The President and Democrat Congressional leaders have a vision for health care reform this year. While still blurred at this time, it is clear that they favor maintaining the tax preference for employer-sponsored coverage versus individual coverage. Similar in concept to the 2006 Massachusetts legislation, they would like to create a “national health insurance exchange†to facilitate the purchase of coverage by people who are currently uninsured and by people who may want “new health insurance.†Like the Bay State, subsidies would be provided to people with income below certain thresholds. Approved private plans would be available through the exchange. Private plans would have to meet federal criteria for what should be insured and for how much. The plans would need to be offered to all applicants at rates that would be substantially community rated — pushing the price far above costs for the young and/or healthy absent any significant taxpayer subsidy. The Democrat leadership also favors the creation of a public insurance alternative to compete with private plans.
The legislative text that emerges in the next month or two will likely require large employers to offer coverage to employees or pay some penalty. (They almost all offer coverage now.) Small firms will likely be offered tax subsidies to offer coverage. Expanded eligibility for Medicaid and SCHIP also are likely as a further step towards universal coverage. The proposal will no doubt include a bundle of initiatives with the hope of slowing medical cost growth throughout the system.
Regardless of what else may surface when specific text is proposed, any public insurance alternative should be repudiated. It cannot be credibly claimed that a public insurer can compete fairly with private plans. In response to criticism that a public insurer, like Medicare and Medicaid, would shift costs to private payers (its ostensible competitors), the idea is now being floated that the public insurer would agree to pay the same rates to medical providers as private insurers. That idea is neither credible nor practical (each private insurer negotiates it own rates with hundreds or thousands of providers). Even if it were credible and practical, a public insurer would still be backed by the federal purse and prone to deliberate if opaque under-pricing of private plans, which would be heavily regulated, thus preventing them from competing effectively on service and innovation.
In short, a public insurance alternative is a bad idea. Congressional Republicans and moderate Democrats should reject any plan that contains it. Even without a public insurance alternative, a national insurance exchange with federal standards and regulation of private plans would essentially centralize coverage design, pricing, and regulation, substantially displacing state authority. A national exchange would produce less choice and innovation, if not sooner, then certainly later. This idea also should be rejected.
While not on the table, the alternative approach to improving health care and its financing is to increase reliance on markets and incentives. What changes might help?
First, we should modify the tax treatment of health insurance to end the preference for employer-sponsored coverage versus individual coverage. This outmoded and anomalous tax preference stimulates excessive coverage and utilization of health services for many workers, in part by making the true cost of coverage opaque to employees. It simultaneously discourages people without employer-sponsored coverage from buying any coverage. These inefficiencies could be remedied, without increasing taxes, by replacing the current tax exemption for employer-sponsored coverage with a refundable tax credit for group or individual coverage. The results plausibly would include more efficient choice of cost-sharing arrangements – larger deductibles and co-payments for non-catastrophic expenditures – and greater willingness of workers to choose managed care arrangements that reduce use of services for which the benefits do not justify the costs.
The argument that eliminating the tax preference for getting health insurance at work would threaten the viability of the employer-sponsored market is a red herring. While the individual market would grow, the employer-sponsored market would remain preferable for workers as long as it provides real economies, and it certainly will for a significant majority of medium to large employee groups.
A second, market-oriented reform would be to repeal or constrain regulations that currently drive up the cost of individual and small group health insurance, especially for relatively young people in states with community rating requirements and multitudes of state mandated benefits. Along with growth in the demand for individual coverage that would be stimulated by changing the tax rules, the results would likely include significant innovations in plan pricing and design, including improved portability of coverage throughout a person’s life, as well as the possible development of pricing and coverage terms that provide significant incentives for becoming and remaining healthy. These changes could be accompanied as needed with increased funding for state mechanisms providing guaranteed access at subsidized rates to persons with severe, chronic health problems.
While on the table last fall, the market-oriented approach was neither clearly nor passionately articulated. If the Congress can avoid enacting misguided changes that will be impossible to roll back, the day could come when it market-oriented reforms are given a chance. Wouldn’t that be prudent before taking irreversible steps toward quasi-socialized health care?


> [Work order] Each line of the records is to be returned verbatim, with the images omitted.
______________________________
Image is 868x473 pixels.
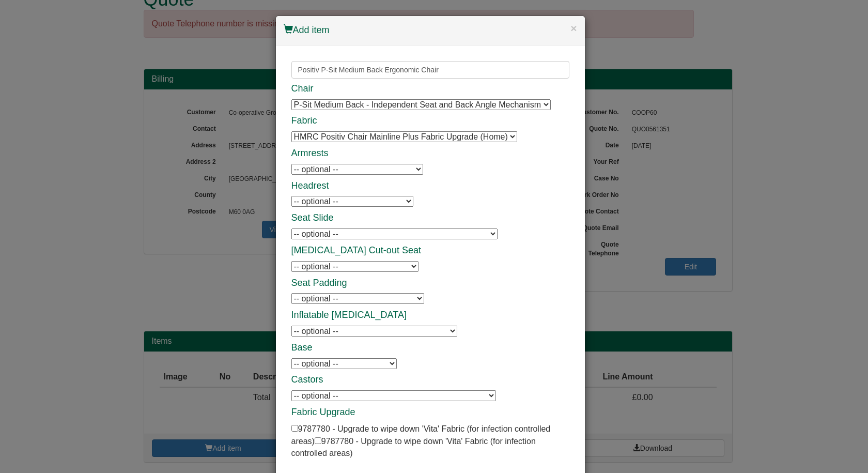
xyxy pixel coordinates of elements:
[291,245,569,256] h4: [MEDICAL_DATA] Cut-out Seat
[291,407,569,418] h4: Fabric Upgrade
[291,343,569,353] h4: Base
[291,61,569,79] input: Search for a product
[570,22,577,34] button: ×
[291,375,569,385] h4: Castors
[291,83,569,459] div: 9787780 - Upgrade to wipe down 'Vita' Fabric (for infection controlled areas) 9787780 - Upgrade t...
[291,213,569,223] h4: Seat Slide
[291,116,569,126] h4: Fabric
[291,181,569,191] h4: Headrest
[291,278,569,288] h4: Seat Padding
[291,148,569,158] h4: Armrests
[291,83,569,94] h4: Chair
[284,23,577,37] h4: Add item
[291,310,569,320] h4: Inflatable [MEDICAL_DATA]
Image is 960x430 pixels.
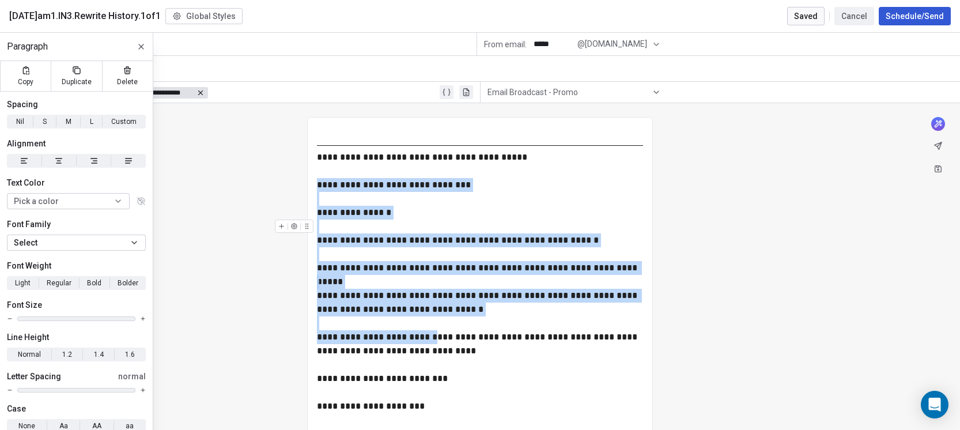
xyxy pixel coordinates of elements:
span: Paragraph [7,40,48,54]
span: Nil [16,116,24,127]
span: Font Weight [7,260,51,271]
button: Saved [787,7,825,25]
span: Case [7,403,26,414]
span: Normal [18,349,41,360]
span: Regular [47,278,71,288]
button: Cancel [834,7,874,25]
span: Bold [87,278,101,288]
span: Font Size [7,299,42,311]
span: Text Color [7,177,45,188]
span: Email Broadcast - Promo [488,86,578,98]
span: M [66,116,71,127]
span: Custom [111,116,137,127]
span: Font Family [7,218,51,230]
span: 1.6 [125,349,135,360]
span: L [90,116,93,127]
span: Select [14,237,37,248]
span: Bolder [118,278,138,288]
span: S [43,116,47,127]
span: Alignment [7,138,46,149]
span: normal [118,371,146,382]
button: Global Styles [165,8,243,24]
span: 1.2 [62,349,72,360]
button: Schedule/Send [879,7,951,25]
span: From email: [484,39,527,50]
span: Copy [18,77,33,86]
span: 1.4 [94,349,104,360]
span: Delete [117,77,138,86]
span: Line Height [7,331,49,343]
span: Light [15,278,31,288]
span: @[DOMAIN_NAME] [577,38,647,50]
button: Pick a color [7,193,130,209]
div: Open Intercom Messenger [921,391,949,418]
span: Letter Spacing [7,371,61,382]
span: [DATE]am1.IN3.Rewrite History.1of1 [9,9,161,23]
span: Duplicate [62,77,92,86]
span: Spacing [7,99,38,110]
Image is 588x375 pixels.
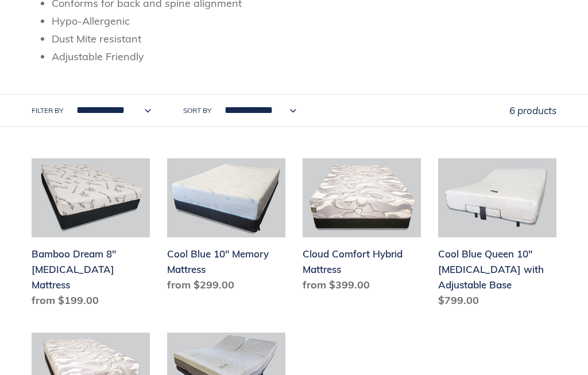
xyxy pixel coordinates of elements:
[183,106,211,116] label: Sort by
[51,31,556,46] li: Dust Mite resistant
[51,49,556,64] li: Adjustable Friendly
[438,158,556,312] a: Cool Blue Queen 10" Memory Foam with Adjustable Base
[32,106,63,116] label: Filter by
[302,158,420,296] a: Cloud Comfort Hybrid Mattress
[167,158,285,296] a: Cool Blue 10" Memory Mattress
[509,104,556,116] span: 6 products
[32,158,150,312] a: Bamboo Dream 8" Memory Foam Mattress
[51,13,556,29] li: Hypo-Allergenic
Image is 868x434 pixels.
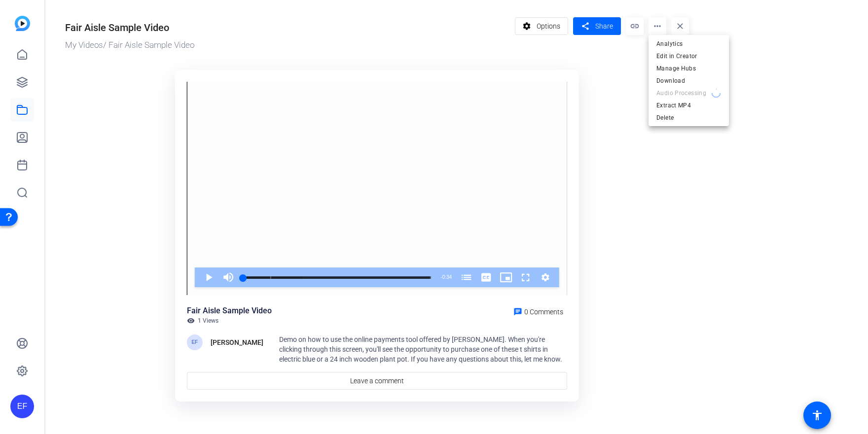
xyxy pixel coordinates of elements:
[657,112,721,124] span: Delete
[657,100,721,111] span: Extract MP4
[657,38,721,50] span: Analytics
[657,50,721,62] span: Edit in Creator
[657,62,721,75] span: Manage Hubs
[657,75,721,87] span: Download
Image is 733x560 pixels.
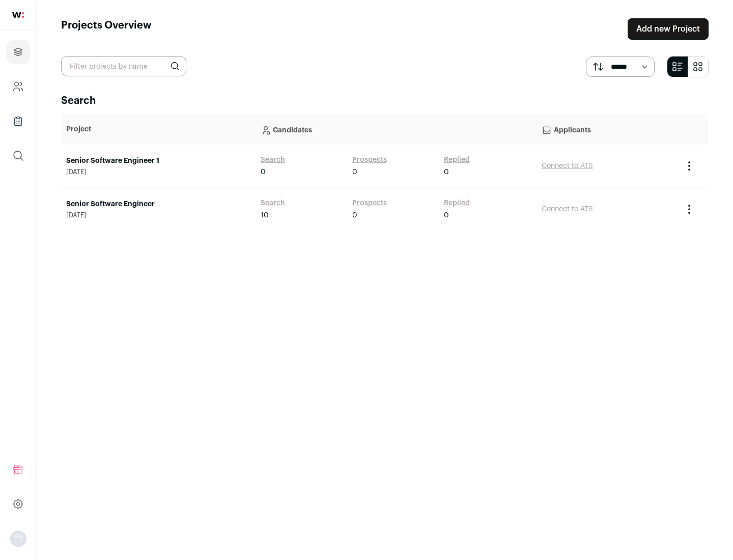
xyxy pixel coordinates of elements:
[261,198,285,208] a: Search
[444,210,449,221] span: 0
[6,74,30,98] a: Company and ATS Settings
[12,12,24,18] img: wellfound-shorthand-0d5821cbd27db2630d0214b213865d53afaa358527fdda9d0ea32b1df1b89c2c.svg
[683,203,696,215] button: Project Actions
[10,531,27,547] button: Open dropdown
[61,56,186,76] input: Filter projects by name
[542,206,593,213] a: Connect to ATS
[628,19,709,40] a: Add new Project
[352,198,387,208] a: Prospects
[261,155,285,165] a: Search
[542,162,593,169] a: Connect to ATS
[66,124,251,135] p: Project
[352,167,357,177] span: 0
[683,159,696,172] button: Project Actions
[6,40,30,64] a: Projects
[261,210,269,221] span: 10
[66,168,251,176] span: [DATE]
[10,531,27,547] img: nopic.png
[352,210,357,221] span: 0
[261,167,266,177] span: 0
[261,119,532,139] p: Candidates
[66,156,251,166] a: Senior Software Engineer 1
[66,199,251,209] a: Senior Software Engineer
[352,155,387,165] a: Prospects
[61,94,709,108] h2: Search
[444,198,470,208] a: Replied
[444,155,470,165] a: Replied
[66,211,251,220] span: [DATE]
[444,167,449,177] span: 0
[6,109,30,133] a: Company Lists
[542,119,673,139] p: Applicants
[61,19,152,40] h1: Projects Overview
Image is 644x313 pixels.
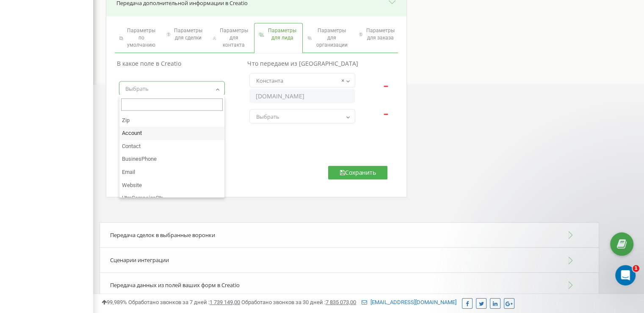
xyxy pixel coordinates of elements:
span: Обработано звонков за 7 дней : [128,299,240,305]
span: UsrReasonDescription [122,83,222,95]
a: [EMAIL_ADDRESS][DOMAIN_NAME] [362,299,456,305]
a: Параметры для организации [303,23,354,52]
span: Выбрать [255,113,279,120]
span: 1 [632,265,639,272]
li: Zip [120,114,224,127]
th: Что передаем из [GEOGRAPHIC_DATA] [245,57,377,70]
button: - [380,84,391,85]
button: Сохранить [328,166,388,179]
a: Параметры для контакта [209,23,254,52]
span: Константа [249,73,355,88]
a: Параметры для заказа [355,23,400,45]
span: × [341,75,344,87]
span: Параметры для лида [266,27,298,41]
iframe: Intercom live chat [615,265,635,285]
li: UtmCampaignStr [120,191,224,205]
span: Параметры по умолчанию [125,27,158,49]
a: Параметры для сделки [163,23,208,45]
li: Contact [120,140,224,153]
span: Параметры для сделки [172,27,204,41]
span: Параметры для заказа [365,27,396,41]
li: BusinesPhone [120,152,224,166]
li: Website [120,179,224,192]
span: Передача сделок в выбранные воронки [110,231,215,238]
span: Константа [252,75,352,87]
span: Выбрать [125,85,148,92]
u: 7 835 073,00 [326,299,356,305]
li: Email [120,166,224,179]
a: Параметры по умолчанию [115,23,162,52]
span: Передача данных из полей ваших форм в Creatio [110,281,240,288]
span: UsrReasonDescription [119,81,225,95]
u: 1 739 149,00 [209,299,240,305]
span: Параметры для организации [314,27,350,49]
button: - [380,112,391,113]
span: Сценарии интеграции [110,256,169,263]
th: В какое поле в Creatio [115,57,245,70]
span: Параметры для контакта [218,27,249,49]
span: Обработано звонков за 30 дней : [241,299,356,305]
span: 99,989% [102,299,127,305]
a: Параметры для лида [255,23,302,45]
li: Account [120,127,224,140]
______________________________
> [Solved problem]
Image is 868x473 pixels.
xyxy pixel coordinates of elements:
[291,245,569,256] h4: [MEDICAL_DATA] Cut-out Seat
[291,407,569,418] h4: Fabric Upgrade
[291,343,569,353] h4: Base
[291,61,569,79] input: Search for a product
[570,22,577,34] button: ×
[291,375,569,385] h4: Castors
[291,83,569,459] div: 9787780 - Upgrade to wipe down 'Vita' Fabric (for infection controlled areas) 9787780 - Upgrade t...
[291,213,569,223] h4: Seat Slide
[291,116,569,126] h4: Fabric
[291,181,569,191] h4: Headrest
[291,278,569,288] h4: Seat Padding
[291,148,569,158] h4: Armrests
[291,83,569,94] h4: Chair
[284,23,577,37] h4: Add item
[291,310,569,320] h4: Inflatable [MEDICAL_DATA]
Image is 960x430 pixels.
xyxy pixel coordinates of elements:
span: Paragraph [7,40,48,54]
span: Nil [16,116,24,127]
span: Font Weight [7,260,51,271]
button: Saved [787,7,825,25]
span: Case [7,403,26,414]
span: Normal [18,349,41,360]
span: Regular [47,278,71,288]
button: Cancel [834,7,874,25]
span: Bold [87,278,101,288]
span: Font Size [7,299,42,311]
span: Text Color [7,177,45,188]
span: Email Broadcast - Promo [488,86,578,98]
span: M [66,116,71,127]
span: Custom [111,116,137,127]
span: Font Family [7,218,51,230]
span: 1.6 [125,349,135,360]
span: L [90,116,93,127]
span: Select [14,237,37,248]
span: Bolder [118,278,138,288]
span: S [43,116,47,127]
span: Alignment [7,138,46,149]
span: normal [118,371,146,382]
button: Global Styles [165,8,243,24]
span: 1.2 [62,349,72,360]
button: Schedule/Send [879,7,951,25]
span: From email: [484,39,527,50]
span: Copy [18,77,33,86]
span: 1.4 [94,349,104,360]
span: Delete [117,77,138,86]
span: Line Height [7,331,49,343]
span: Light [15,278,31,288]
span: @[DOMAIN_NAME] [577,38,647,50]
button: Pick a color [7,193,130,209]
div: Open Intercom Messenger [921,391,949,418]
span: Letter Spacing [7,371,61,382]
span: [DATE]am1.IN3.Rewrite History.1of1 [9,9,161,23]
span: Duplicate [62,77,92,86]
span: Spacing [7,99,38,110]
Image is 588x375 pixels.
xyxy pixel coordinates of elements:
[183,106,211,116] label: Sort by
[51,31,556,46] li: Dust Mite resistant
[51,49,556,64] li: Adjustable Friendly
[438,158,556,312] a: Cool Blue Queen 10" Memory Foam with Adjustable Base
[32,106,63,116] label: Filter by
[302,158,420,296] a: Cloud Comfort Hybrid Mattress
[167,158,285,296] a: Cool Blue 10" Memory Mattress
[509,104,556,116] span: 6 products
[32,158,150,312] a: Bamboo Dream 8" Memory Foam Mattress
[51,13,556,29] li: Hypo-Allergenic
Image is 868x434 pixels.
xyxy pixel coordinates of elements:
[657,112,721,124] span: Delete
[657,100,721,111] span: Extract MP4
[657,38,721,50] span: Analytics
[657,50,721,62] span: Edit in Creator
[657,62,721,75] span: Manage Hubs
[657,75,721,87] span: Download
Image is 733x560 pixels.
xyxy pixel coordinates of elements:
[261,198,285,208] a: Search
[444,210,449,221] span: 0
[6,74,30,98] a: Company and ATS Settings
[12,12,24,18] img: wellfound-shorthand-0d5821cbd27db2630d0214b213865d53afaa358527fdda9d0ea32b1df1b89c2c.svg
[683,203,696,215] button: Project Actions
[10,531,27,547] button: Open dropdown
[61,56,186,76] input: Filter projects by name
[542,206,593,213] a: Connect to ATS
[628,19,709,40] a: Add new Project
[352,198,387,208] a: Prospects
[261,155,285,165] a: Search
[542,162,593,169] a: Connect to ATS
[66,124,251,135] p: Project
[352,167,357,177] span: 0
[683,159,696,172] button: Project Actions
[6,40,30,64] a: Projects
[261,210,269,221] span: 10
[66,168,251,176] span: [DATE]
[10,531,27,547] img: nopic.png
[352,210,357,221] span: 0
[261,167,266,177] span: 0
[261,119,532,139] p: Candidates
[66,156,251,166] a: Senior Software Engineer 1
[66,199,251,209] a: Senior Software Engineer
[352,155,387,165] a: Prospects
[61,94,709,108] h2: Search
[444,198,470,208] a: Replied
[444,155,470,165] a: Replied
[66,211,251,220] span: [DATE]
[444,167,449,177] span: 0
[6,109,30,133] a: Company Lists
[542,119,673,139] p: Applicants
[61,19,152,40] h1: Projects Overview
Image is 644x313 pixels.
xyxy pixel coordinates of elements:
span: Обработано звонков за 7 дней : [128,299,240,305]
span: UsrReasonDescription [122,83,222,95]
a: [EMAIL_ADDRESS][DOMAIN_NAME] [362,299,456,305]
a: Параметры для организации [303,23,354,52]
span: Выбрать [255,113,279,120]
span: 1 [632,265,639,272]
li: Zip [120,114,224,127]
th: Что передаем из [GEOGRAPHIC_DATA] [245,57,377,70]
button: - [380,84,391,85]
button: Сохранить [328,166,388,179]
a: Параметры для контакта [209,23,254,52]
span: Константа [249,73,355,88]
a: Параметры для заказа [355,23,400,45]
span: × [341,75,344,87]
span: Параметры для лида [266,27,298,41]
iframe: Intercom live chat [615,265,635,285]
li: UtmCampaignStr [120,191,224,205]
span: Параметры по умолчанию [125,27,158,49]
a: Параметры для сделки [163,23,208,45]
li: Contact [120,140,224,153]
span: Параметры для сделки [172,27,204,41]
span: Параметры для заказа [365,27,396,41]
li: BusinesPhone [120,152,224,166]
li: Website [120,179,224,192]
span: Передача сделок в выбранные воронки [110,231,215,238]
span: Константа [252,75,352,87]
span: Выбрать [125,85,148,92]
u: 7 835 073,00 [326,299,356,305]
li: Email [120,166,224,179]
a: Параметры по умолчанию [115,23,162,52]
span: Передача данных из полей ваших форм в Creatio [110,281,240,288]
span: UsrReasonDescription [119,81,225,95]
u: 1 739 149,00 [209,299,240,305]
span: Параметры для организации [314,27,350,49]
button: - [380,112,391,113]
span: Сценарии интеграции [110,256,169,263]
th: В какое поле в Creatio [115,57,245,70]
span: Параметры для контакта [218,27,249,49]
span: Обработано звонков за 30 дней : [241,299,356,305]
span: 99,989% [102,299,127,305]
a: Параметры для лида [255,23,302,45]
li: Account [120,127,224,140]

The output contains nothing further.